THE COSMOPOLITAN de Rosnay, formerly the Paris editor of Vanity Fair, comes from a mixed British, Russian and French background and grew up in Paris. She wrote her first novels in French, but chose to write Sarah’s Key in English. Although the book is set in France, “I decided to tell the story through the eyes of an American journalist, and I wasn’t going to make her speak French.”
She needed the outsider’s point of view to tell a story that she knew “almost nothing about” although she grew up in France.
“There is no autobiographical component of this story, it doesn’t haven’t anything to do with my family,” she explains. “I got interested in the round-up at the Velodrome d’Hiver about 10 years ago, when I was working on a novel, La Memoire de Murs [The Memory of Walls]. I am very interested in places and how they harbor memories of what happened in them. And that novel was set on a street not far from the Vel d’Hiv, which is also not far from where I live in Paris.”
She heard about the round-up for the first time when Jacques Chirac, then the president of France, made a speech in 1995, publicly recognizing the role the French police and other civil servants had in rounding up Jews.
“I went to that street,” says de Rosnay. “The Vel d’Hiv had been torn down. There was an annex of the Ministry of Interior in its place, which was a great irony,” given the role that the French government played in arresting Jews and sending them to their deaths. More than a quarter of the 42,000 French Jews sent to Auschwitz were taken during the Velodrome d’Hiver roundup, and only 811 of those survived.
“In the ’70s, nothing was taught in the schools about this,” she says. “I started to read about it [after hearing Chirac’s speech]. I did not know the extent of the French police’s involvement, and I was absolutely horrified. I felt such empathy for the children. The mother in me couldn’t stand the thought of children who were drenched with water and torn from their mothers.”
As the idea for the novel took shape, she spent a year researching the book and interviewed many survivors.

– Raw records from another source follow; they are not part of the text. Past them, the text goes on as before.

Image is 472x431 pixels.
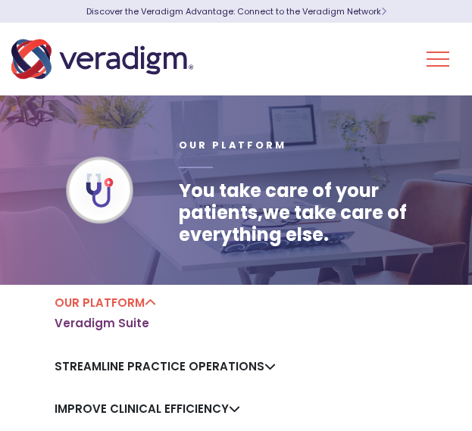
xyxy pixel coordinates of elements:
[427,39,450,79] button: Toggle Navigation Menu
[86,5,387,17] a: Discover the Veradigm Advantage: Connect to the Veradigm NetworkLearn More
[55,359,276,375] a: Streamline Practice Operations
[11,34,193,84] img: Veradigm logo
[55,295,156,311] a: Our Platform
[55,401,240,417] a: Improve Clinical Efficiency
[381,5,387,17] span: Learn More
[179,139,287,152] span: Our Platform
[55,316,149,331] a: Veradigm Suite
[179,180,429,246] h1: You take care of your patients, we take care of everything else.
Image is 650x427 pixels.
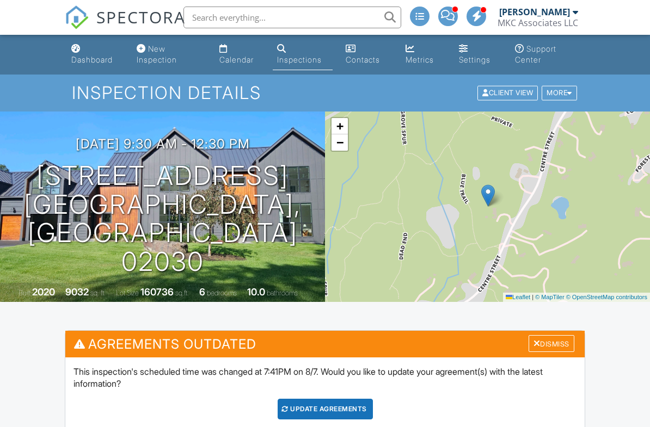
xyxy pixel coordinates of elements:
a: Client View [476,88,540,96]
div: Calendar [219,55,254,64]
div: Dismiss [528,335,574,352]
div: Metrics [405,55,434,64]
a: SPECTORA [65,15,186,38]
span: bedrooms [207,289,237,297]
a: New Inspection [132,39,206,70]
div: Support Center [515,44,556,64]
h3: Agreements Outdated [65,331,584,358]
div: New Inspection [137,44,177,64]
img: Marker [481,184,495,207]
span: sq.ft. [175,289,189,297]
span: SPECTORA [96,5,186,28]
div: 10.0 [247,286,265,298]
h1: Inspection Details [72,83,578,102]
div: More [541,86,577,101]
h3: [DATE] 9:30 am - 12:30 pm [76,137,250,151]
span: Built [19,289,30,297]
a: Support Center [510,39,583,70]
a: Settings [454,39,502,70]
div: Dashboard [71,55,113,64]
a: Metrics [401,39,446,70]
a: © OpenStreetMap contributors [566,294,647,300]
a: Zoom in [331,118,348,134]
span: sq. ft. [90,289,106,297]
div: Inspections [277,55,322,64]
span: Lot Size [116,289,139,297]
a: Contacts [341,39,392,70]
a: Dashboard [67,39,124,70]
span: − [336,136,343,149]
a: Leaflet [506,294,530,300]
span: + [336,119,343,133]
span: bathrooms [267,289,298,297]
input: Search everything... [183,7,401,28]
div: 2020 [32,286,55,298]
a: Zoom out [331,134,348,151]
a: Inspections [273,39,333,70]
img: The Best Home Inspection Software - Spectora [65,5,89,29]
div: Contacts [346,55,380,64]
div: Settings [459,55,490,64]
div: 160736 [140,286,174,298]
span: | [532,294,533,300]
div: 6 [199,286,205,298]
div: [PERSON_NAME] [499,7,570,17]
h1: [STREET_ADDRESS] [GEOGRAPHIC_DATA], [GEOGRAPHIC_DATA] 02030 [17,162,307,276]
a: © MapTiler [535,294,564,300]
div: Client View [477,86,538,101]
div: MKC Associates LLC [497,17,578,28]
div: Update Agreements [278,399,373,420]
a: Calendar [215,39,264,70]
div: 9032 [65,286,89,298]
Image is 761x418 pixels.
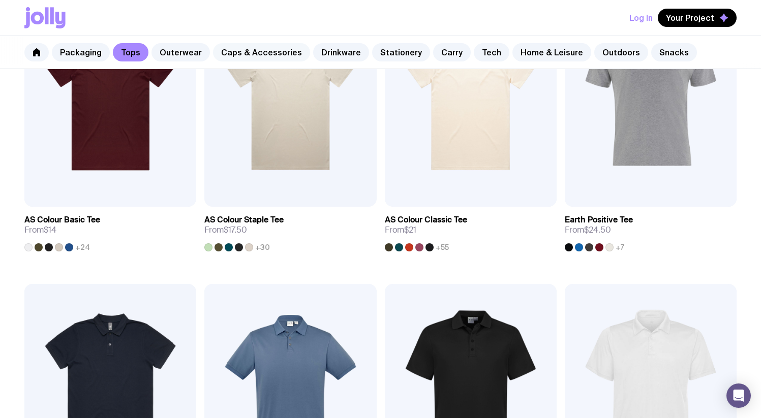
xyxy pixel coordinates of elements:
span: +55 [436,243,449,252]
a: Outerwear [151,43,210,62]
a: Tech [474,43,509,62]
button: Log In [629,9,653,27]
a: AS Colour Staple TeeFrom$17.50+30 [204,207,376,252]
span: $14 [44,225,56,235]
span: From [24,225,56,235]
h3: AS Colour Classic Tee [385,215,467,225]
a: AS Colour Classic TeeFrom$21+55 [385,207,557,252]
button: Your Project [658,9,737,27]
span: +30 [255,243,270,252]
a: AS Colour Basic TeeFrom$14+24 [24,207,196,252]
a: Earth Positive TeeFrom$24.50+7 [565,207,737,252]
span: From [204,225,247,235]
a: Outdoors [594,43,648,62]
a: Caps & Accessories [213,43,310,62]
a: Snacks [651,43,697,62]
span: $24.50 [584,225,611,235]
a: Stationery [372,43,430,62]
span: $21 [404,225,416,235]
div: Open Intercom Messenger [726,384,751,408]
a: Packaging [52,43,110,62]
span: Your Project [666,13,714,23]
span: +24 [75,243,90,252]
a: Home & Leisure [512,43,591,62]
span: From [565,225,611,235]
h3: AS Colour Basic Tee [24,215,100,225]
a: Tops [113,43,148,62]
a: Carry [433,43,471,62]
a: Drinkware [313,43,369,62]
h3: AS Colour Staple Tee [204,215,284,225]
span: $17.50 [224,225,247,235]
h3: Earth Positive Tee [565,215,633,225]
span: +7 [616,243,624,252]
span: From [385,225,416,235]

“For over 50 years, nobody had talked about it,” she says. She remembers being especially moved by her encounters with several survivors, some of whom told stories which “were too horrible for them to put into words ever before.”
The idea for Sarah and her family “came from my imagination” and not from any one story in particular. But many Holocaust survivors have embraced the book, “asking me, ‘How did you manage to put yourself in our places?’” De Rosnay now goes to schools to speak about the Velodrome d’Hiver round-up, along with survivors, twice a month.
“I talk to children as young as 10 or 11,” she says. “The younger generation can respond to the emotion I project in my book.”
Although of course such wide success is every author’s dream, it has been unsettling.
“The media interest in me and the book has been a bit overwhelming at times. I’m swamped with e-mails and I can’t answer them all,” she says. “I have two children, Louis and Charlotte, and they joke with me: ‘You have three children: Louis, Charlotte – and Sarah.’” But de Rosnay is trying to make up for some of the hoopla surrounding the movie opening by spending a quiet family vacation this month, “tucked away in the mountains with lots of sunshine and no Internet.” She also hopes that soon she’ll have time to devote to her next novel, although she is philosophical about the unexpected success of this book.
“I know that for the rest of my life, I’ll always be the woman who wrote Sarah’s Key,” she says, sounding quite happy with that fate.